[[ Records for the exercise open ]]

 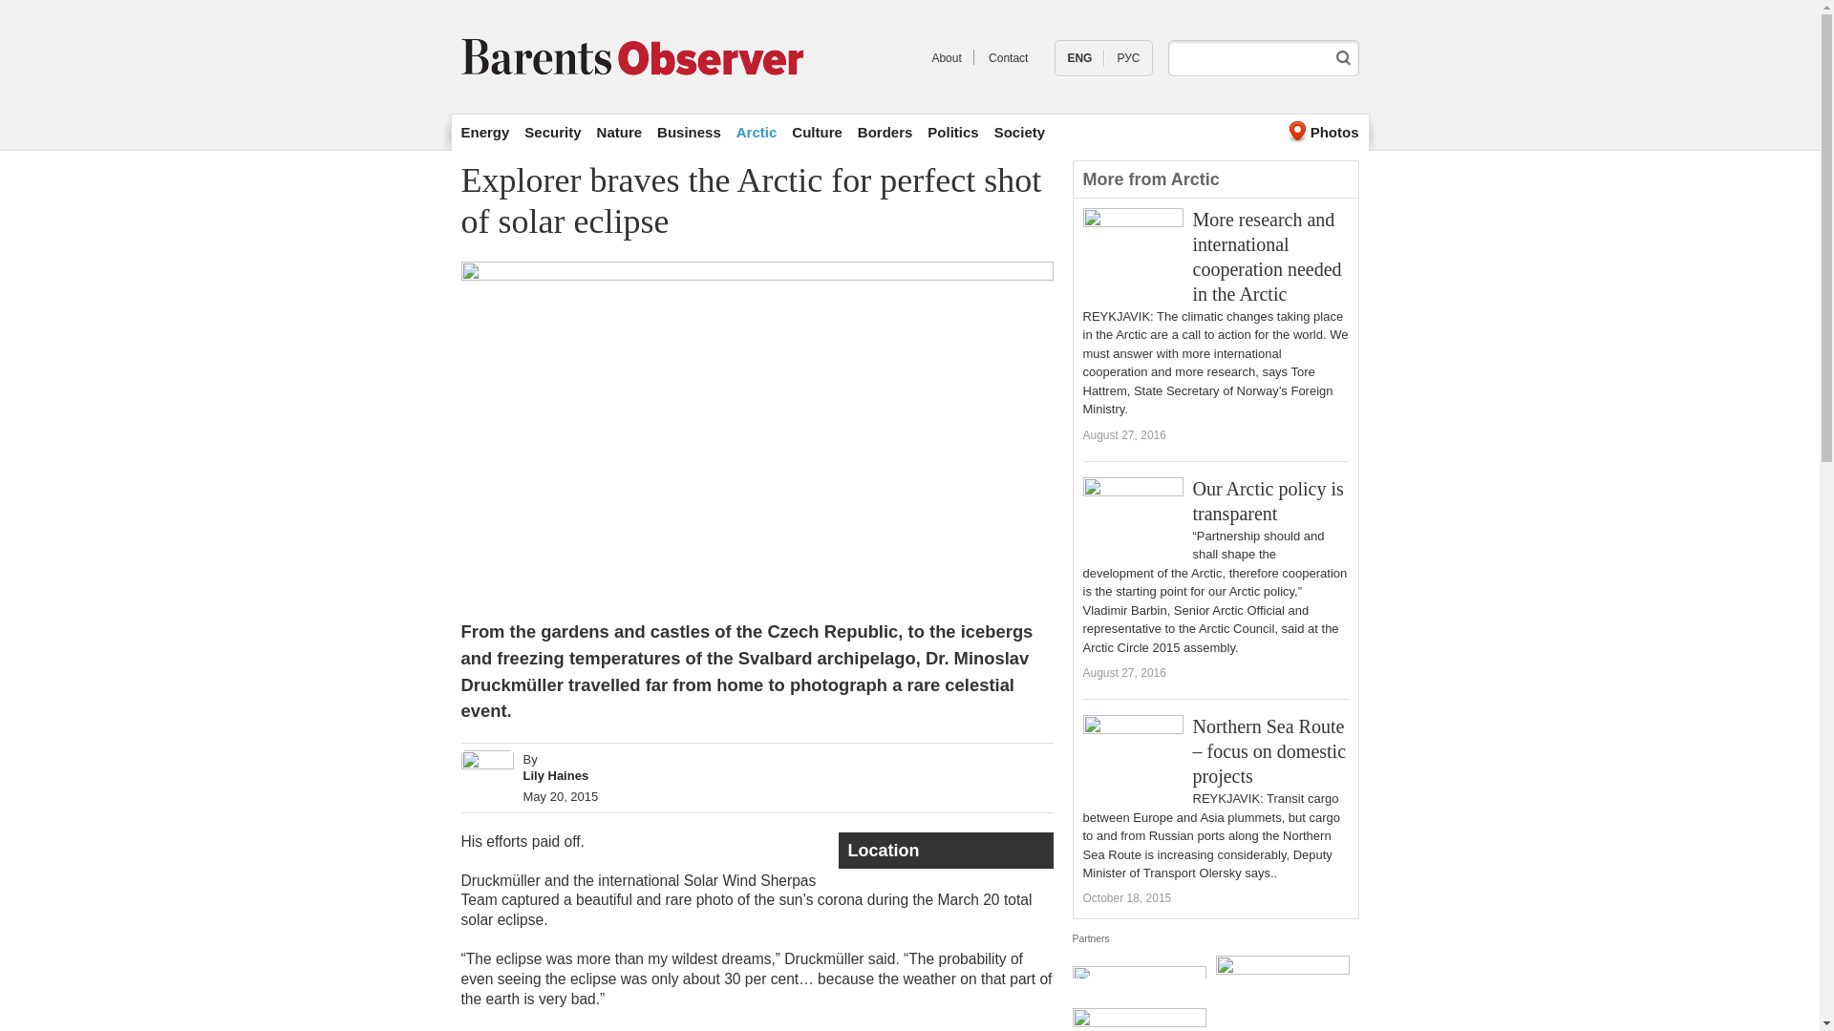 I want to click on ENG, so click(x=1079, y=58).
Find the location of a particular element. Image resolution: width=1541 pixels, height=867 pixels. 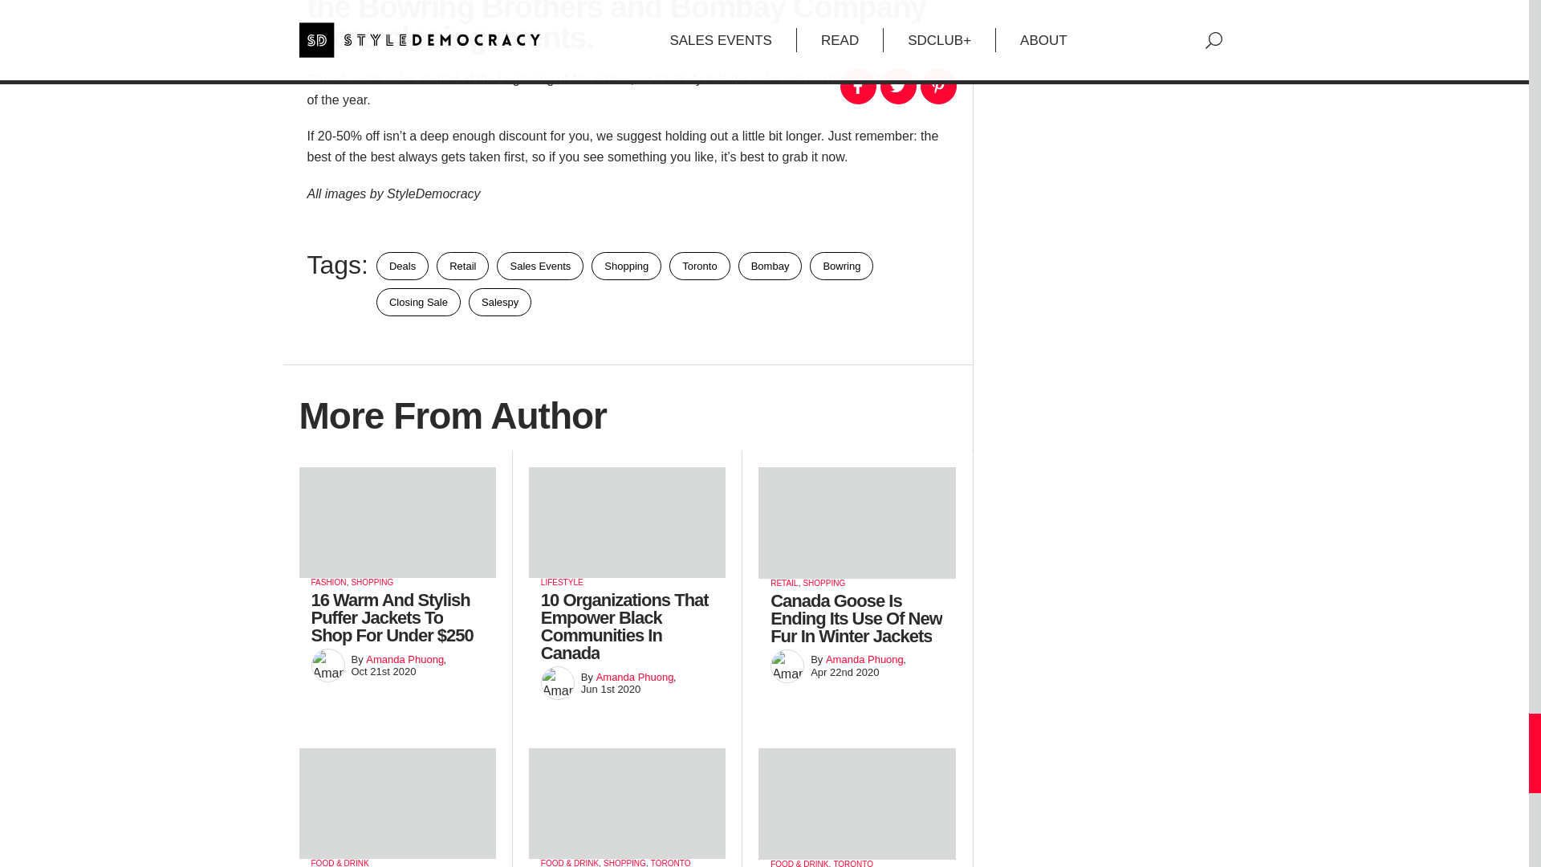

VIEW LIFESTYLE CATEGORY is located at coordinates (562, 583).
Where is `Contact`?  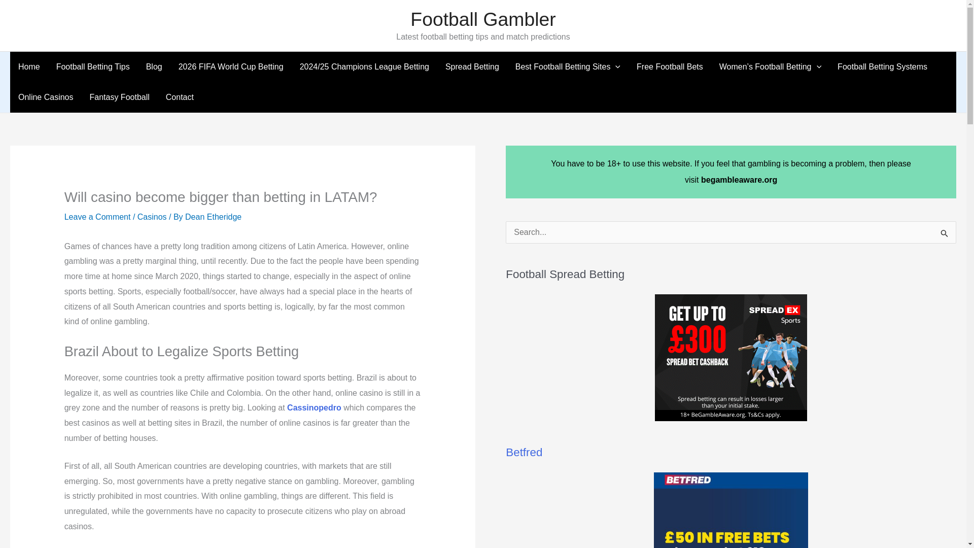
Contact is located at coordinates (180, 97).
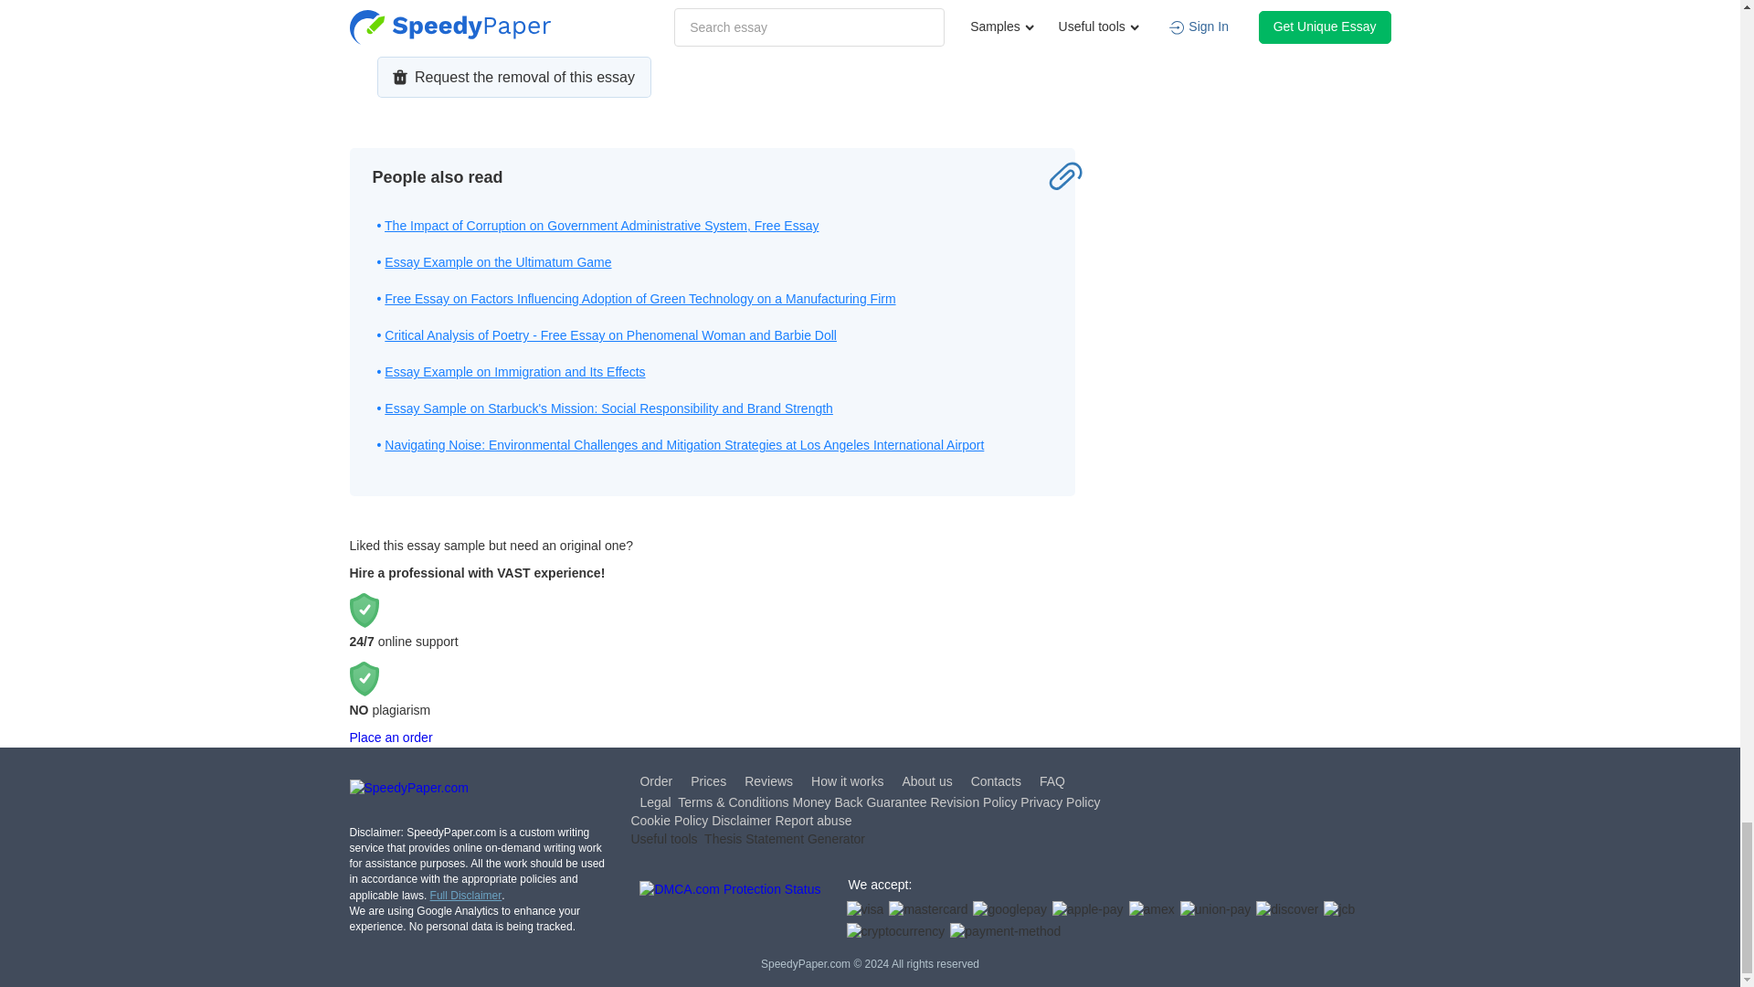 The image size is (1754, 987). I want to click on DMCA.com Protection Status, so click(730, 912).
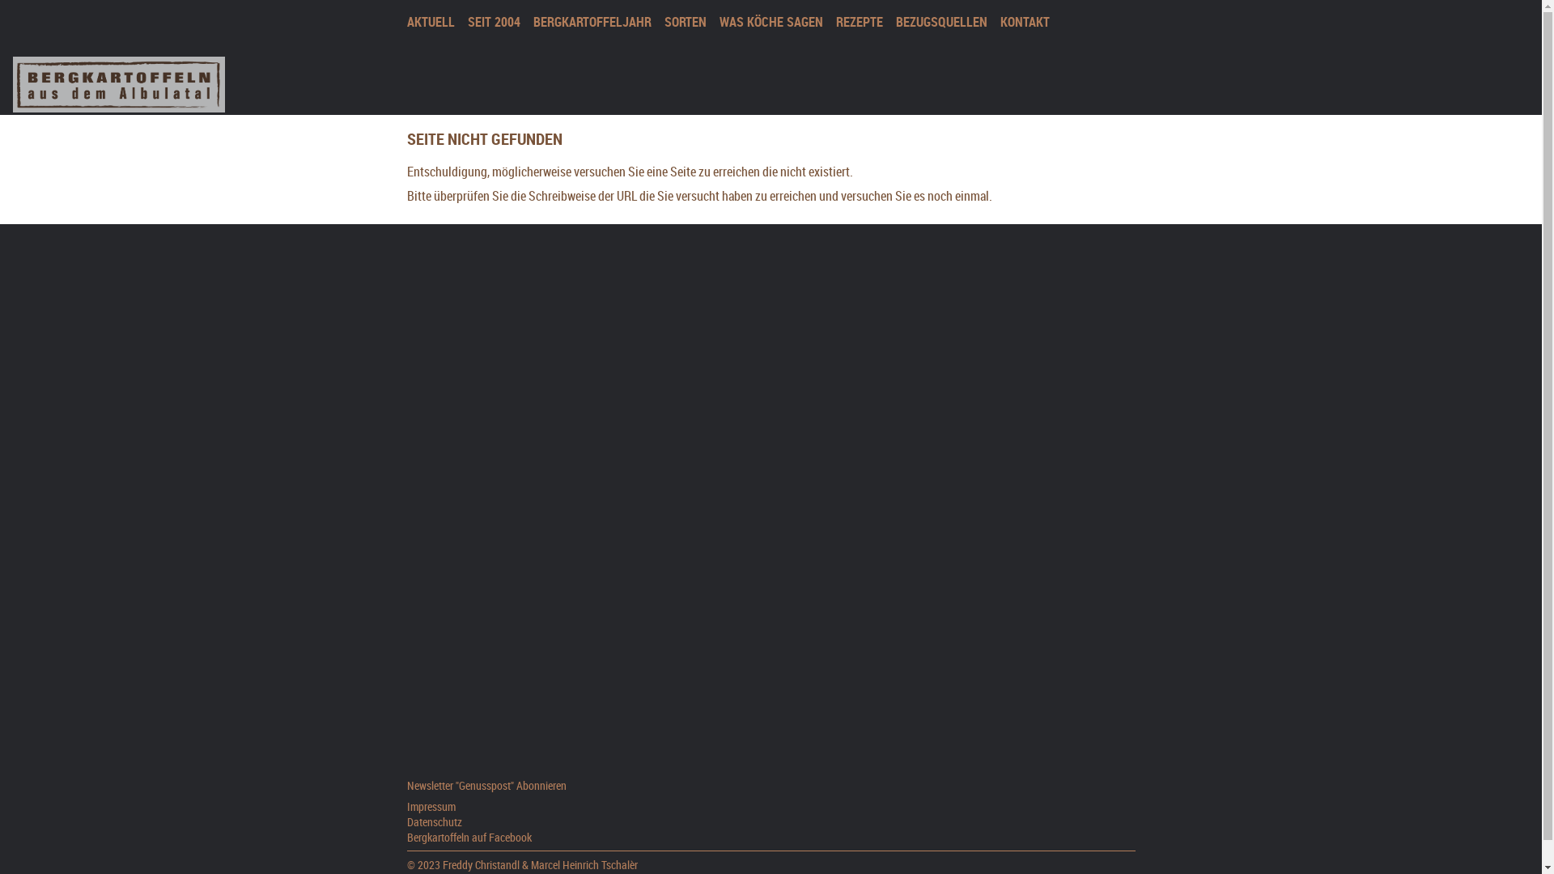 The height and width of the screenshot is (874, 1554). I want to click on Datenschutz, so click(434, 822).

[[ Records for the exercise closed ]]

What is required »
In the records above, locate the line containing "Find the location", then copy exactly that line and every line after it through the end, omitting pictures.

Response to this exercise »
Find the location of a particular element. Image resolution: width=1541 pixels, height=867 pixels. 

VIEW LIFESTYLE CATEGORY is located at coordinates (562, 583).
Where is `Contact`?  
Contact is located at coordinates (180, 97).
 The image size is (1754, 987). I want to click on DMCA.com Protection Status, so click(730, 912).
 The height and width of the screenshot is (874, 1554). I want to click on Datenschutz, so click(434, 822).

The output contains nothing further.